Creating, maintaining and enhancing your company's brand identity is becoming increasingly necessary in today's competitive marketplace. The good news is that a well-developed brand can build an impenetrable bond between you and consumers. The bad news is that a well-developed brand means more than a quality product/service and recognizable logo slapped onto everything.
No one, or at least practically no one, disputes the power of a well-positioned and well-executed brand. Developed properly, a powerful brand can 1) result in reduced marketing costs as a result of a higher level of consumer brand awareness and loyalty; 2) allow for higher prices since the brand will have a higher perceived quality; 3) protect against competition; 4) influence purchase behavior; and 5) provide your consumers with a short-cut to their purchase decision.
The problem, however, is that many companies are unaware of what constitutes a well-developed brand. It's more than just a logo or packaging or a slick corporate identity. With today's technology coupled with the importance of relationship marketing, your brand must extend from your receptionist to your sales team to your website to your company's internal bulletin board. Your entire company should be considered your Branding Department. And in order for that to happen, you must set the groundrules for your brand: the words, actions, symbols, sounds, taglines, colors, textures, shapes, names, etc. that represent the tangible and intangible characteristics that contribute to making your offer unique.
Three core exercises that must take place before a brand is properly communicated are: 1) Determine Your Brand Identity: Your brand identity is the set of brand associations that currently reside within the minds of your target consumers. These associations represent what your brand currently stands for and implies the current promise to customers from the organization members. If your Brand Identity does not match what you are currently delivering to your consumers or does not match what your consumers expect from you, then it needs refinement.

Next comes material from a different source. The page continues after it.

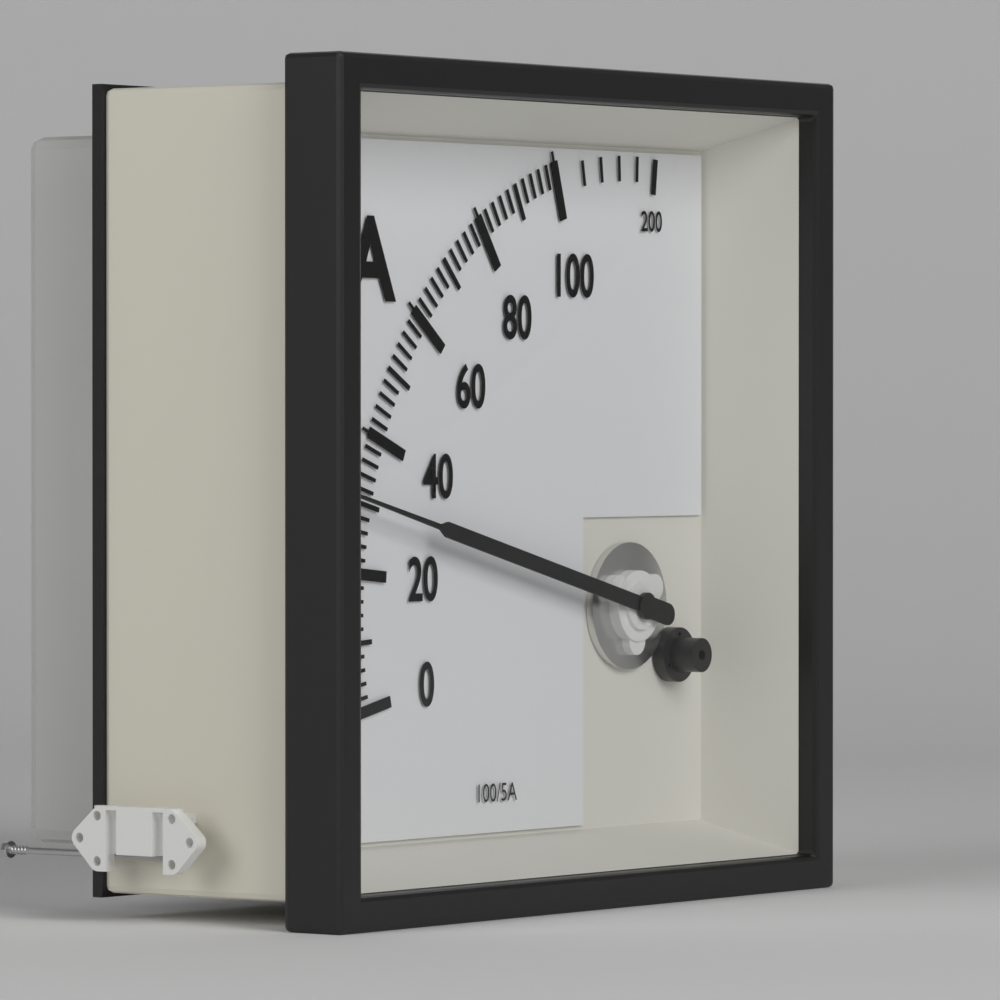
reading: 30 A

2) Conduct a Branding Components Audit: If your company is established, assess your brand's current value versus the expectations of your consumers. It should include a thorough analysis of anything that represents your company's brand identity including corporate stationery, signage, packaging, greetings, fleet, uniforms, etc. Using secret shoppers can help you to see things you otherwise would overlook.
3) Determine your Brand Positioning: Your Brand Positioning is the "market space", within the mind of a consumer, that your brand occupies relative to the competition and along a set of consumer need/perception dimensions. It also represents the part of your brand identity that is to be actively communicated in a way that relevantly sets it apart from your competition.
There is certainly more to developing and maintaining a powerful brand. The key is to avoid taking short cuts simply to have visibility in the marketplace. Hastily subjecting an ill-developed brand to your consumers will prove to be a costly mistake.